An Evidence-Based Low Volatility Investing Discussion,
AlphaArchitect. Bottom line: The low
volatility anomaly is complex, uncertain, and may not be worth the brain damage
for most investors. Unless you are a sophisticated buyer, can ask the right
questions, and understand explicitly how the allocation adds value to a
diversified global portfolio with value and momentum already in place, we’d
recommend that investors remain skeptical when a new low-volatility fund
wholesaler shows up to the door.
The Air Has Come Out of One of 2016's Most Popular Trades,
Bloomberg. iShares Edge MSCI Min Vol
EAFE ETF saw record one-day outflows of more than $300 million on Wednesday.
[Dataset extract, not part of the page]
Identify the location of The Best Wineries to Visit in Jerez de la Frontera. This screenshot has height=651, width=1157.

A New Framework for Analyzing Alternative Mutual Funds,
Morningstar.
SOCIETY AND CAPITAL
Sea Levels Will Rise Faster Than Ever, Scientific American. The
Atlantic coast of North America will be one of the worst-hit areas as melting
glaciers cause the sea level to rise over the next century, a new study
published yesterday in the Proceedings of the National Academy of Sciences
finds.
An Epidemic of Despair, me on the Princeton Study. Despite advances in health care and quality
of life, white middle-aged Americans have seen overall mortality rates increase
over the past 15 years, representing an overlooked "epidemic" with
deaths comparable to the number of Americans who have died of AIDS, according
to new Princeton University
research… But if what is happening is an epidemic of despair, that people on
the bottom of the economic heap are being increasingly left out as inequality
expands, then what we are seeing is just one more terrible consequence of slow
growth and growing
inequality.
The convergence of income across U.S.states, St. Louis Fed. The graphs
suggest that state incomes have gradually converged from 1929 to the early
1980s. However, this convergence seems to have stopped since then. In fact, in
some cases, state incomes seem to be diverging again.
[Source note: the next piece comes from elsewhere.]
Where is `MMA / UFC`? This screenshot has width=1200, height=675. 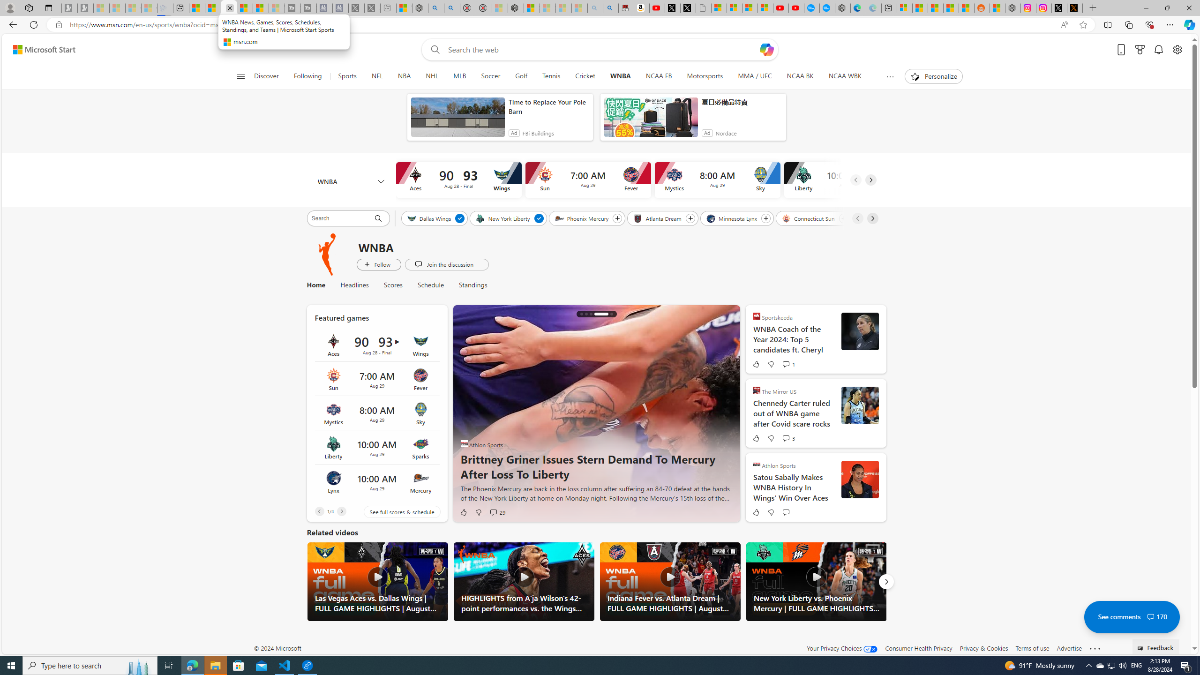 MMA / UFC is located at coordinates (756, 76).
An example of the "City vs Rural" political cage match - since 2008
Blame Rich, Overeducated Elites as Society Frays, P.
Turchin. Complex human societies,
including our own, are fragile. They are held together by an invisible web of
mutual trust and social cooperation. This web can fray easily, resulting in a
wave of political instability, internal conflict and, sometimes, outright
social collapse.
Chart: The End of World Poverty is in Sight, Visual
Capitalist. The Number Of People In
Extreme Poverty Has Been Cut In Half Since 1990.
Housing Has Become More Affordable over the Long Term, St.
Louis Fed.
Big Farms Are Getting Bigger And Most Small Farms Aren’t Really Farms AtAll, FiveThirtyEight. In fact, the people who own them tend to have
incomes above the median for America as a whole. These
aren’t the farms of the poor; they’re the yards of the upper-middle-class.